Nicholas Payton found his footing in jazz through its hard-swinging main stem, another in a long line of trumpeters from New Orleans to splash onto the scene with superior dexterity. But after he'd proved his hard-bop mettle, he took a fork in the road, wending his way through a form of electronic experimentalism and driving with a hip-hop approach. Now that he's in his mid-30s, he seems happy with all of it, and then some.
In 2008, Payton released a record, Into the Blue, which cast his lot between sonic worlds: swinging yet spacey, acoustic and electric in equal part. He led a band with that aesthetic in mind at the Village Vanguard: NPR Music and WBGO hosted a live radio broadcast, online webcast and archival recording of the Nicholas Payton quintet on their Wednesday night early set.
Remarkably balanced and mixed, Into the Blue finds Payton in a sweet spot "true to who I am now," he says in a recent press release. His trumpet sound is clean and tonally pure, even through mutes and effects; he's written ballads and burners alike to show off his many sides. At the Vanguard, he chose more of the no-doubt-about-it flavor of jazz; Payton called a mix of originals and standards, played mostly straight but with edgy blowing, filled with individual idiosyncrasy. With him on Into The Blue, and on stage, were Vicente Archer on bass, Kevin Hays on grand piano and Fender Rhodes (replaced live with Taylor Eigsti, playing acoustic only), Marcus Gilmore on drums and Daniel Sadownick on hand percussion.
Payton was born into a musical family in New Orleans, and even picked two of his father's tunes for Into the Blue. He studied with Ellis Marsalis in New Orleans; he impressed Wynton Marsalis in New York. His early recorded output reflected this, whether moving along the straight-ahead mainstream or working with elder statesmen such as Doc Cheatham, Hank Jones and Ray Brown. In 2003, he wrong-footed some with Sonic Trance, which veered toward a modern sort of electric fusion, steeped in R&B and hip-hop. Of late, he seems to be after a hybrid of the jazz tradition as he sees it with the leading edge he's pursued.
"My bag is no bag," Payton told Ashley Kahn for NPR in 2006. "I don't like to be boxed into a certain type of thing. Musicians in New Orleans I find to be very, very open. It's about the music and the chemistry and the camaraderie. It's not about the genre."
He had another chance to pick and choose his own norms at the Vanguard.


## Exercise
Go line by line through the listing below and copy those that hold "rigid".

## Provided entries

*** Begin section ***

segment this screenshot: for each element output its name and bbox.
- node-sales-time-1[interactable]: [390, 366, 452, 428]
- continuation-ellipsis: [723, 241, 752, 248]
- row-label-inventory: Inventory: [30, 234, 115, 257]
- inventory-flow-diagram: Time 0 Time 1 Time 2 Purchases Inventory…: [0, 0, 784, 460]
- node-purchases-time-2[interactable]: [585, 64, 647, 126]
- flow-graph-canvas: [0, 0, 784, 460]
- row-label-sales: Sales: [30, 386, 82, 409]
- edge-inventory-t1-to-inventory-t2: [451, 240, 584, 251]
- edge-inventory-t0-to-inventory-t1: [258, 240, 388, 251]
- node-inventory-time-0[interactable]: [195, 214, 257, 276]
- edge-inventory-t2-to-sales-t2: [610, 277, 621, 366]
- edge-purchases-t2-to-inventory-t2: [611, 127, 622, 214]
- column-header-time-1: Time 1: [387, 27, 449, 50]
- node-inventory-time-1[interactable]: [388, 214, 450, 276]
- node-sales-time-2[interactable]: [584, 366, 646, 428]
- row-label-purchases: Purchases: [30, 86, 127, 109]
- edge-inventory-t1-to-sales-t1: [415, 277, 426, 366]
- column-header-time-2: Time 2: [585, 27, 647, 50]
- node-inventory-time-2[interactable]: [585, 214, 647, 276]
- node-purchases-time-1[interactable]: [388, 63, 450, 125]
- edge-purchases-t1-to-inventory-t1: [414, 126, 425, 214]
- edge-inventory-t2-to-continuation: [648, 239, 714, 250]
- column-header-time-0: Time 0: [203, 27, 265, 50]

*** End section ***
*** Begin section ***

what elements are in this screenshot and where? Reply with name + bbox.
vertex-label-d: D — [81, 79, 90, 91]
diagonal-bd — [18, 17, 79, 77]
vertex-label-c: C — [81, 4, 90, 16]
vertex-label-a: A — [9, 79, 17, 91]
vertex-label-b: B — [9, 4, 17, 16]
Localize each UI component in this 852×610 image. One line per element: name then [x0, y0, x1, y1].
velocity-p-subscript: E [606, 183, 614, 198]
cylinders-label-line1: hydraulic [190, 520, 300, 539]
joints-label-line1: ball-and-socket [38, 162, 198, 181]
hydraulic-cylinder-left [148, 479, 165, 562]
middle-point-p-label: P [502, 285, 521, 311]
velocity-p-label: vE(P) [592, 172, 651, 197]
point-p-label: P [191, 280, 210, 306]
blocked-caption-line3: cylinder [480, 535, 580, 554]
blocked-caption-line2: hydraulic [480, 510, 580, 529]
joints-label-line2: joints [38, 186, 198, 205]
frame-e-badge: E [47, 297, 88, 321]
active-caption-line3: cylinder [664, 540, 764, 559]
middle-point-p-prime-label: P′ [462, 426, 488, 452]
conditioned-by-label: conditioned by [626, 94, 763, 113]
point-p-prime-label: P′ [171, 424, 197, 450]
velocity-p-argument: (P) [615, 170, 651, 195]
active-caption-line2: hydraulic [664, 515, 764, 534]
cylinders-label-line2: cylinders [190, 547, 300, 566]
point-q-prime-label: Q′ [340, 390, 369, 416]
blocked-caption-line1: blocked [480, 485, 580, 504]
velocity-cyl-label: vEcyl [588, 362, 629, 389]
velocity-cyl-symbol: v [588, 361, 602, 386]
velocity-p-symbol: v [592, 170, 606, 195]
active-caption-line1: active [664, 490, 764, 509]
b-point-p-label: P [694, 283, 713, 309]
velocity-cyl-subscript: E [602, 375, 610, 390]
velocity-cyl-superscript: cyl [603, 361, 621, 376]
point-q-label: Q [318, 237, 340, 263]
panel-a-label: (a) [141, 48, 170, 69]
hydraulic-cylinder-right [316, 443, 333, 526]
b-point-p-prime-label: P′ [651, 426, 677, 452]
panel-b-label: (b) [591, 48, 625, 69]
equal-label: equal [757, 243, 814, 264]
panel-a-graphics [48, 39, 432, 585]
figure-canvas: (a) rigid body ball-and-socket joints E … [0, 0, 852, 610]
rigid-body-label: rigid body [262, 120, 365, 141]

*** End section ***

## Output
figure-canvas: (a) rigid body ball-and-socket joints E … [0, 0, 852, 610]
rigid-body-label: rigid body [262, 120, 365, 141]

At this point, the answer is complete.